Internal Linking Works

If a web page has a lot of internal linking, Google may prioritize it in the crawling process, more easily convinced that that web page is powerful and authoritative. This means you can get your pages indexed without worrying about crawling budget. It’s quite natural for every page on your site to get links from at least one site: Many pages get links from blog pages or homepages. However, it will make things easier for the blog contents to link to each other or to the service pages.

When crawling a piece of content, Googlebots also goes to the internal links in the content and takes a look there. This increases the likelihood that the linked page will be crawled and indexed. The best way to allow Googlebots to meet these pages is to perform optimal internal linking.

Make Sure Your Website Architecture Is Strong

If you want to increase the probability of crawling any page in the internet world, what you need to do is make it popular. A popular page indicates a page with high link authority. To do this, you need the website architecture to not display certain pages as underrated. For this, you need to construct a flat architecture.
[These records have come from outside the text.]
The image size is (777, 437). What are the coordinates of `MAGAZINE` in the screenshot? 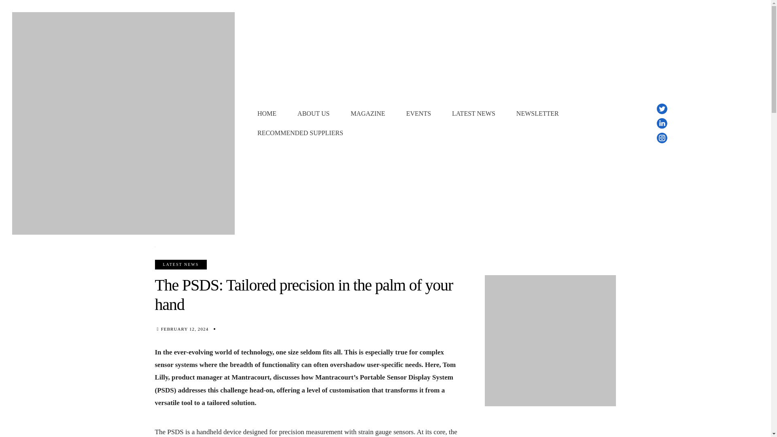 It's located at (368, 113).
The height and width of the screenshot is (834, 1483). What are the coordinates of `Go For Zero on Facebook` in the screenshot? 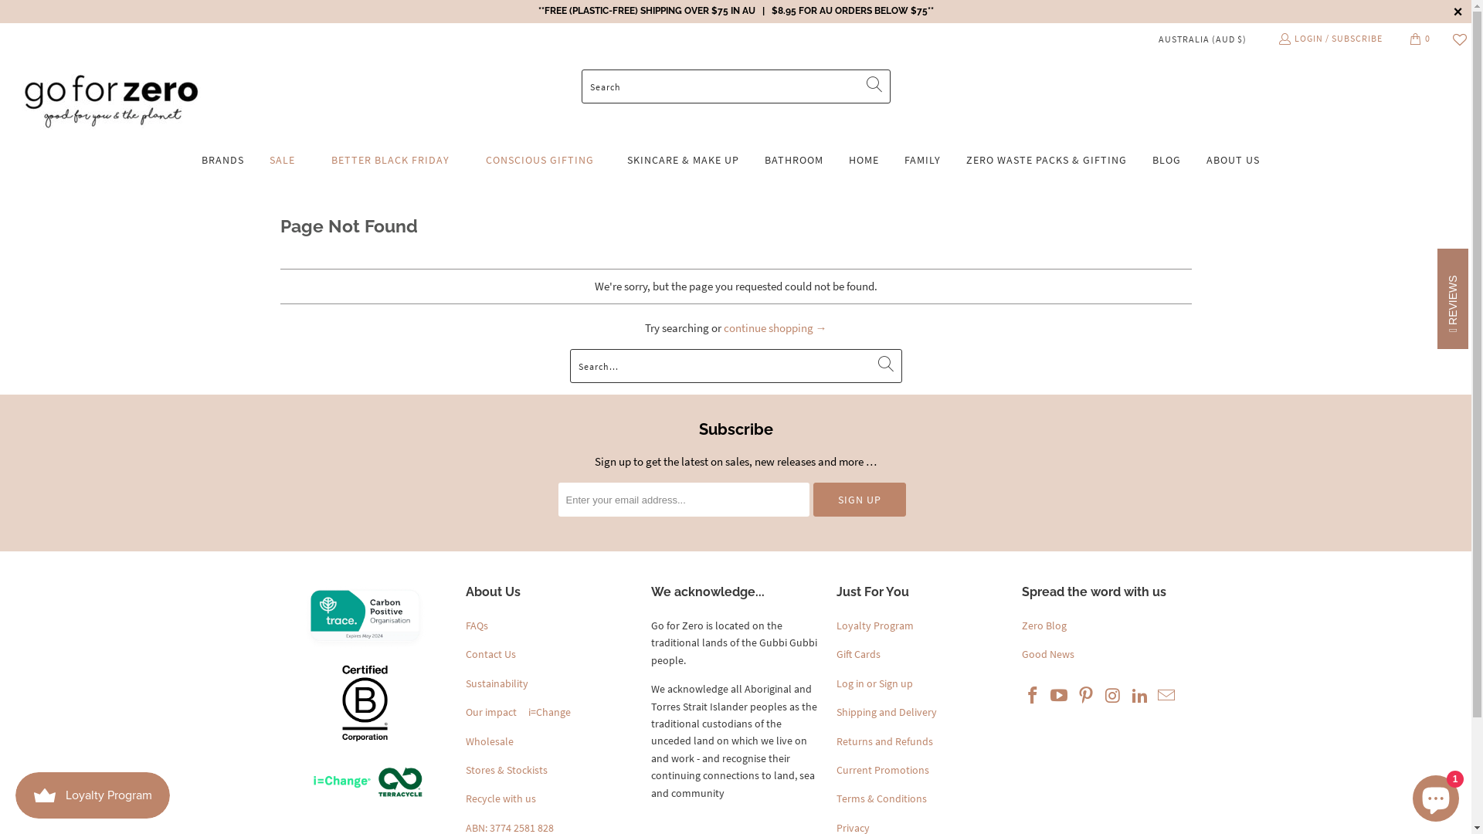 It's located at (1033, 697).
Thanks to this type of architecture, each page will have the same level of authority as the links flowing to it and have the same chance of being crawled in Google’s eyes. This minimizes the possibility of certain pages being underestimated.

Orphan Pages Problem

While doing off-page SEO and link building work on your website, you may have noticed that one of the best ways to increase page authority is to have backlinks. If your site does not have an internal or external link to a specific page, that page is considered almost bare. Not giving any clues to Google to discover this page really means leaving crawling to chance. Therefore, it would be quite appropriate to worry about the crawling budget. If you want these types of pages on your site to be found and crawled by Google, you need to increase the areas where these pages are mentioned in the internet world. Internal and external links work just as well.

Let’s say what the primary requirement is when it comes to content marketing: Completely unique and powerful content. Such content is much more likely to be crawled by Google. If you have pages with renewed content, you may be wasting your crawling budget. Because what Googlebots will do is to scan this page and not index it because it is duplicate. Similarly, linking pages with duplicate content with canonical links will only increase the workload. All of these types of situations negatively affect the crawling budget. That’s why we recommend using duplicate content on a website to a minimum. Unique, powerful, SEO-friendly, and quality content. That’s exactly it!